VATICAN CITY (UCAN) -- Pope Benedict XVI has praised the Thai Catholic Church for its "remarkable contribution" to education and for its efforts to uphold human dignity by combating the exploitation of women and children.
The pope also encouraged Thai Catholics to cooperate with Buddhists in counteracting globalization's negative effects.
The Holy Father addressed the Thai bishops on May 16, at the end of their ad limina visit, which bishops make every five years to report on their diocese to the pope and Vatican offices. All but one of the prelates heading the two archdioceses and eight dioceses in Thailand went on the visit, during which each met the pope in private. Bishop Joseph Sangval Surasarang of Chiang Mai was ill and sent Monsignor Joseph Vuthilert Haelom, his vicar general.
Cardinal Michael Michai Kitbunchu of Bangkok, 79, sat on the pope's right during the final audience.
Bishop George Yod Phimphisan, speaking as president of the Thai bishops' conference, thanked the pope for the encyclical Deus Caritas Est (God is love), which he said offered a new bridge for understanding and dialogue with other people. He confided that the Thai bishops prayed "very hard" for Pope Benedict when he invited Muslim leaders to dialogue amid the controversy over his 2006 Regensburg lecture.
Bishop Phimphisan acknowledged "a similar difficulty" in Thailand, where close to 95 percent of the people are Buddhists and "conversion to Christianity is often seen as turning one's back against being a true Thai." He asked the pope to join the bishops in praying that "God's all-consuming love will penetrate all barriers toward making Jesus known and loved in our part of Asia."
The pope told the bishops that the Church's medical clinics, social work and schools manifest "Christ and his love for the world," and it is here "the noble Thai people may come to recognize and know the face of Jesus Christ."
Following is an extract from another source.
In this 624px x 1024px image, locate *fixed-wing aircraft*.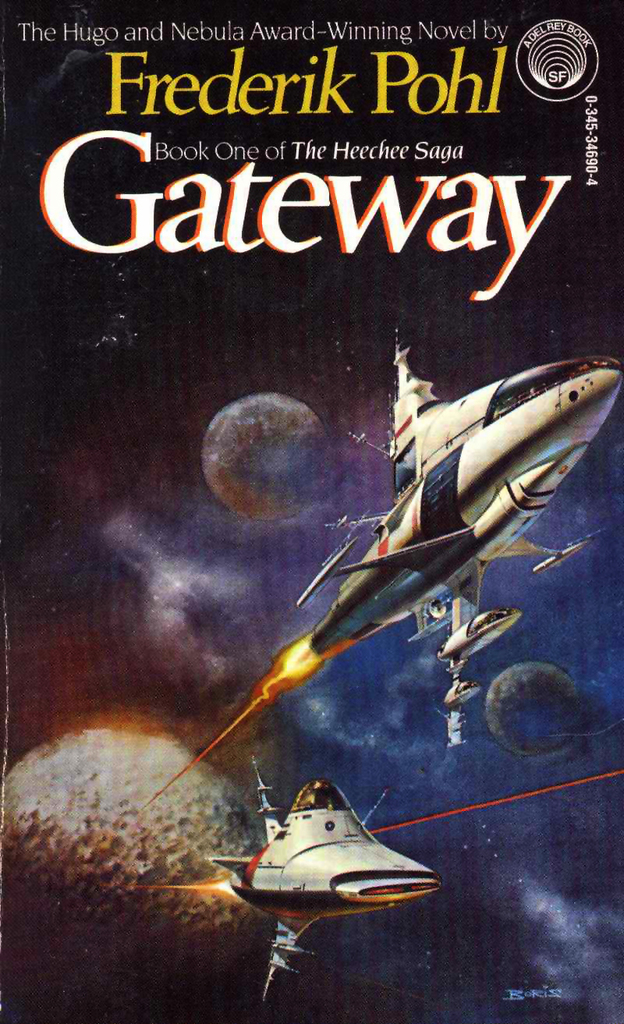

About 330,000 Catholics in Thailand constitute a tiny minority, half a percent of the 65 million population.
Pope Benedict noted that today, "the coexistence of different religious communities unfolds against the backdrop of globalization," with its contrasting forces.
On the positive side, globalization has increased "economic and cultural bonds" that "usually enhance a sense of global solidarity and shared responsibility for the well-being of humanity."
On the negative side, he pointed to "disturbing signs of a fragmentation and a certain individualism in which secularism takes a hold, pushing the transcendent and the sense of the sacred to the margins and eclipsing the very source of harmony and unity within the universe."
The theologian pope highlighted "the importance of interreligious cooperation" and "a concerted effort to uphold the spiritual and moral soul" of Thailand's people.
Similarly, in praising the "remarkable contribution" Catholic schools and colleges make to intellectual formation, he emphasized the need to "also make an outstanding contribution to the spiritual and moral education of the young." Thai Buddhists and Catholics alike turn to Catholic schools for these "crucial aspects," he reminded.
In this vein he urged Catholics in general to work with Buddhists regarding "the transmission of traditions to succeeding generations, the articulation of ethical values discernable to reason, reverence for the transcendent, prayer and contemplation."
Encouraging Religious congregations' commitment to the education apostolate, he urged them to ensure their schools "become increasingly accessible to the poor."
The Holy Father praised the work of the almost 2,000 catechists who preach the Gospel "with great zeal and generosity," but said this task "cannot be left to them alone" and is also central to the ministry of priests. Strong cooperation here will "bear much fruit," he said.
Pope Benedict, 81, concluded by expressing his "appreciation" for "the efforts of the entire Catholic community of Thailand to uphold the dignity of every human life," especially through combating "the scourge of the trafficking of women and children, and prostitution."
While poverty is "undoubtedly a factor underlying these phenomena," the pope said, "the trivialization of sexuality in the media and entertainment industries, which fuels a decline in moral values and leads to the degradation of women, the weakening of fidelity in marriage and even the abuse of children," must also "be acknowledged and collectively addressed."